The domain name mobi is a generic top-level domain (gTLD) in the Domain Name System (DNS) of the Internet. The name is short for mobile.
Nicola Pellow is an English mathematician and information scientist who was one of the nineteen members of the WWW Project at CERN working with Tim Berners-Lee. She joined the project in November 1990, while an undergraduate maths student enrolled on a sandwich course at Leicester Polytechnic. Pellow recalled having little experience with programming languages, "... apart from using a bit of Pascal and FORTRAN as part of my degree course."
The World Wide Web is a global information medium that users can access via computers connected to the Internet. The term is often mistakenly used as a synonym for the Internet, but the Web is a service that operates over the Internet, just as email and Usenet do. The history of the Internet and the history of hypertext date back significantly further than that of the World Wide Web.
Erwise is an early discontinued web browser, and the first that was available for the X Window System.
Giant Global Graph (GGG) is a name coined in 2007 by Tim Berners-Lee to help distinguish between the nature and significance of the content on the existing World Wide Web and that of a promulgated next-generation web, presumptively named Web 3.0. In common usage, "World Wide Web" refers primarily to a web of discrete information objects readable by human beings, with functional linkages provided between them by human-created hyperlinks. Next-generation Web 3.0 information designs go beyond the discrete web pages of previous generations by emphasizing the metadata which describe information objects like web pages and attribute the relationships that conceptually or semantically link the information objects to each other. Additionally, Web 3.0 technologies and designs enable the organization of entirely new kinds of human- and machine-created data objects.
This article is a summary of the 1990s in science and technology.
A uniform resource locator (URL), colloquially known as an address on the Web, is a reference to a resource that specifies its location on a computer network and a mechanism for retrieving it. A URL is a specific type of Uniform Resource Identifier (URI), although many people use the two terms interchangeably. URLs occur most commonly to reference web pages (HTTP/HTTPS) but are also used for file transfer (FTP), email (mailto), database access (JDBC), and many other applications.

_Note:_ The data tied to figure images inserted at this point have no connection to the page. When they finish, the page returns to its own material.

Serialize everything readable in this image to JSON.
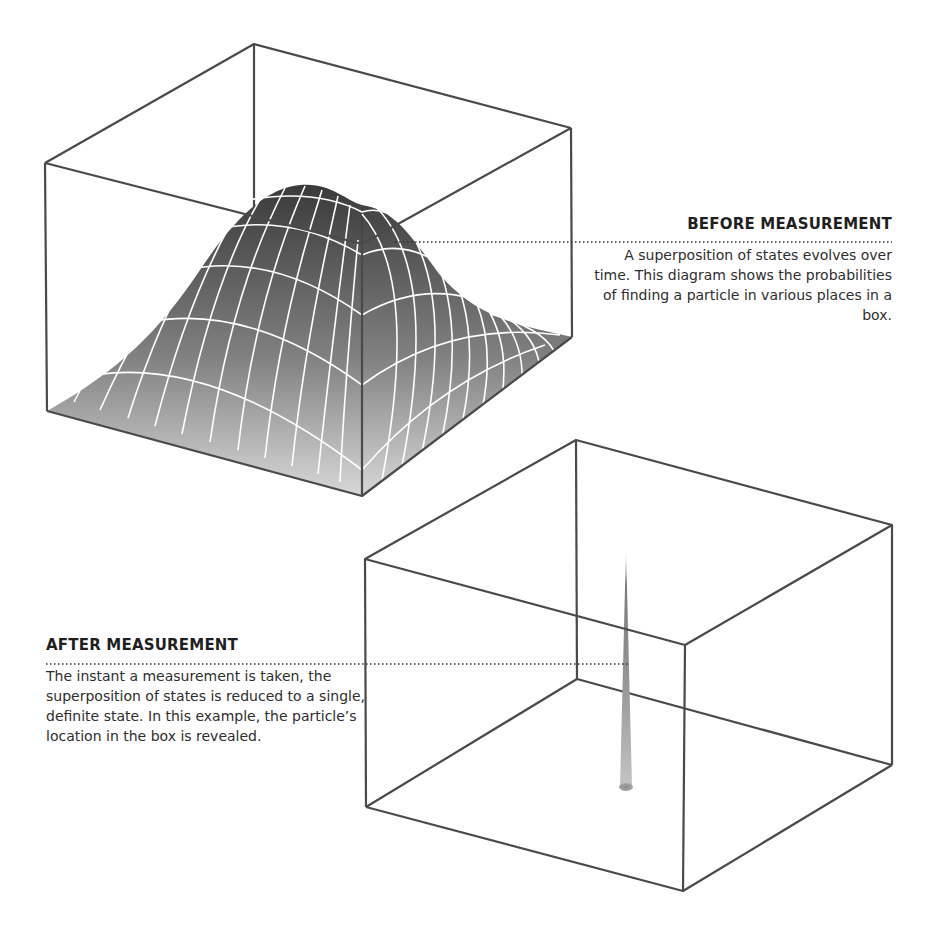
{
  "before": {
    "heading": "BEFORE MEASUREMENT",
    "body": "A superposition of states evolves over time. This diagram shows the probabilities of finding a particle in various places in a box."
  },
  "after": {
    "heading": "AFTER MEASUREMENT",
    "body": "The instant a measurement is taken, the superposition of states is reduced to a single, definite state. In this example, the particle’s location in the box is revealed."
  },
  "colors": {
    "box_edge": "#4a4a4a",
    "surface_top": "#3c3c3c",
    "surface_bottom": "#d6d6d6",
    "grid_line": "#ffffff",
    "leader_line": "#333333"
  }
}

The Women's Technology Empowerment Centre (W.TEC) is a non-profit organization that provides technology education for women and girls in Nigeria. W.TEC offers services and programs including mentoring, training, technology camps, awareness campaigns, collaborative projects, and research and publication in order to empower women.
Solid is a web decentralization project led by Tim Berners-Lee, the inventor of the World Wide Web, originally developed collaboratively at the Massachusetts Institute of Technology (MIT). The project "aims to radically change the way Web applications work today, resulting in true data ownership as well as improved privacy" by developing a platform for linked-data applications that are completely decentralized and fully under users' control rather than controlled by other entities. The ultimate goal of Solid is to allow users to have full control of their own data, including access control and storage location. To that end, Tim Berners-Lee formed a company called Inrupt to help build a commercial ecosystem to fuel Solid.
Contract for the Web is an initiative by the World Wide Web Foundation in November 2019 to attempt to address issues of political manipulation, fake news, privacy violations, and other malign forces on the internet.
Rosemary Blaire Leith, Lady Berners-Lee, is a Canadian-born British director of both for-profit and non-profit organizations. She co-founded the World Wide Web Foundation in 2009 with Sir Tim Berners-Lee, who became her husband in 2014.